Visual indexing theory: Difference between revisions

Content deleted Content added
Line 41:
===Spotlight and zoom-lens models of attention===
 
The traditional view of visual perception holds that [[attention]] is fundamental to visual processing. In terms of an analogy offered by Posner, Snyder and Davidson (1980): "Attention can be likened to a spotlight that enhances the efficiency of detection of events within its beam".<ref>Posner, M. I., Snyder, C. R. R. and Davidson, B. J. (1980). Attention and the Detection of Signals. Journal of Experimental Psychology: General, Vol. 109, No. 2, 160-174.</ref> This spotlight can be controlled volitionally, or drawn involuntarily to salient elements of a scene,<ref>Posner, M. I. (1980). Orienting of attention. Quarterly Journal of Experimental Psychology, 32, 3–25.</ref> but a key characteristic is that it can only be deployed to one object___location at a time. In 1986, Eriksen and St. James conducted a series of experiments which suggested that the spotlight of attention comes equipped with a zoom-lens. The zoom-lens allows the size of the area of attentional focus to be expanded (but due to a fixed limit on available attentional resources, only at the expense of processing efficiency).<ref>Eriksen, C. W. and St. James, J. D. (1986). Visual attention within and around the field of focal attention: A zoom lens model. Perception & Psychophysics, 40 (4), 225-240.</ref>
 
According to Pylyshyn, the spotlight/zoom-lens model cannot tell the complete story of visual perception. He argues that a pre-attentive mechanism is needed to individuate objects upon which a spotlight of attention could be directed in the first place. Furthermore, results of multiple object tracking studies (discussed below) are "incompatible with the proposal that items are accessed by moving around a single spotlight of attention."<ref name="Pylyshyn94"/> Visual indexing theory addresses these limitations.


Repeat each entry as written and leave the images out of the copy.
*-*-*
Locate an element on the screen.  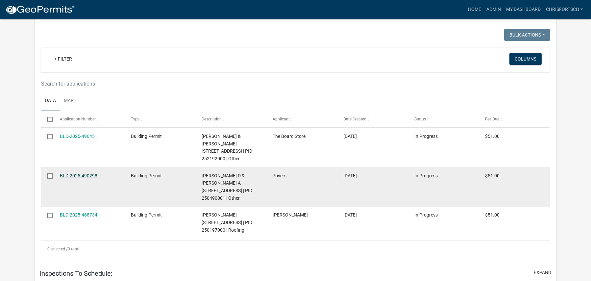
input: Search for applications is located at coordinates (252, 84).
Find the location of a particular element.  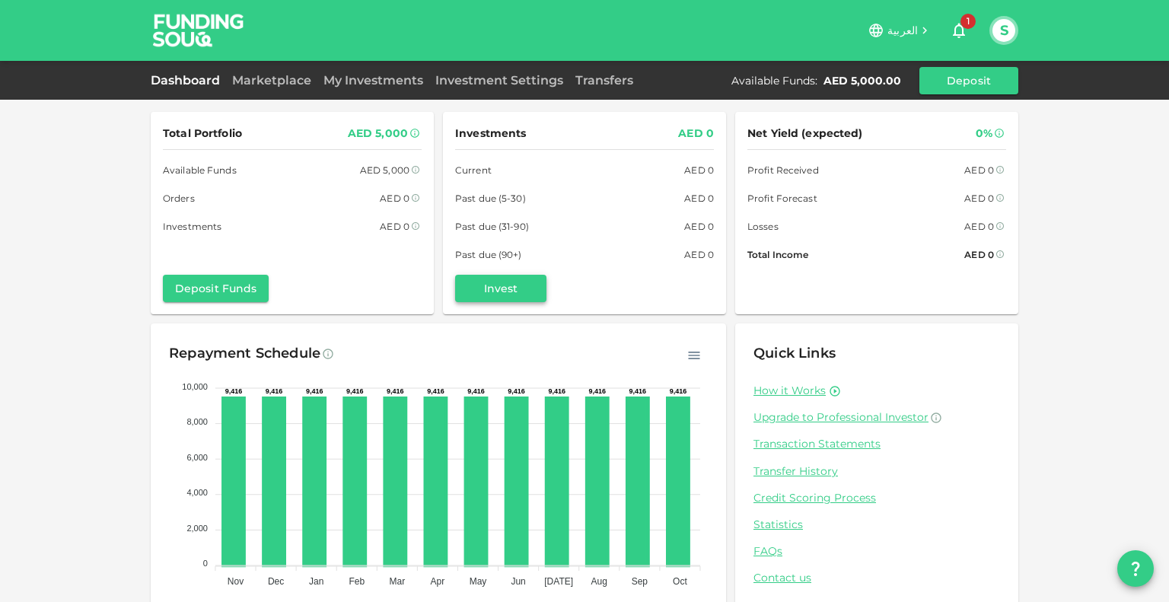

span: العربية is located at coordinates (903, 30).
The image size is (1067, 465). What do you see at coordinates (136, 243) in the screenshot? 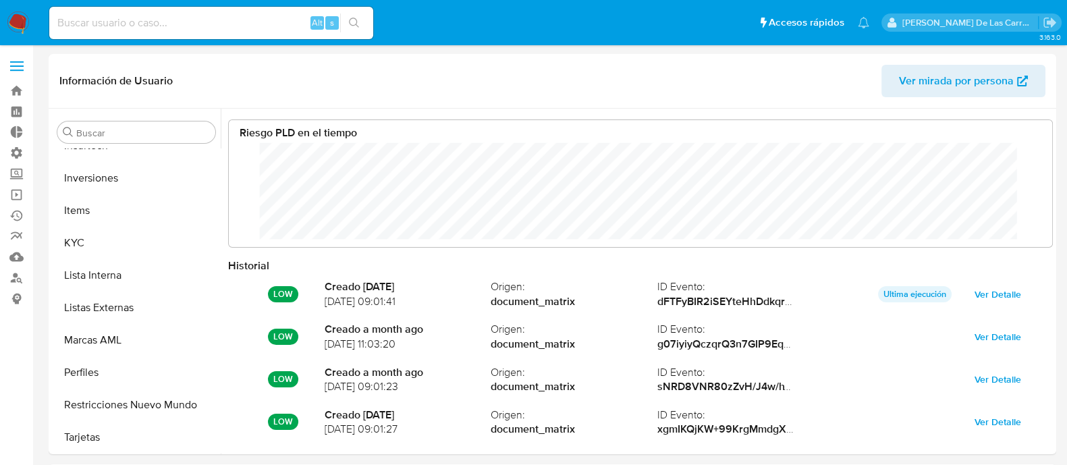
*-*-*
Result of this exercise:
Locate an element on the screen.  
input: Search for applications is located at coordinates (252, 84).
Find the location of a particular element.  

span: العربية is located at coordinates (903, 30).
The image size is (1067, 465). What do you see at coordinates (136, 243) in the screenshot? 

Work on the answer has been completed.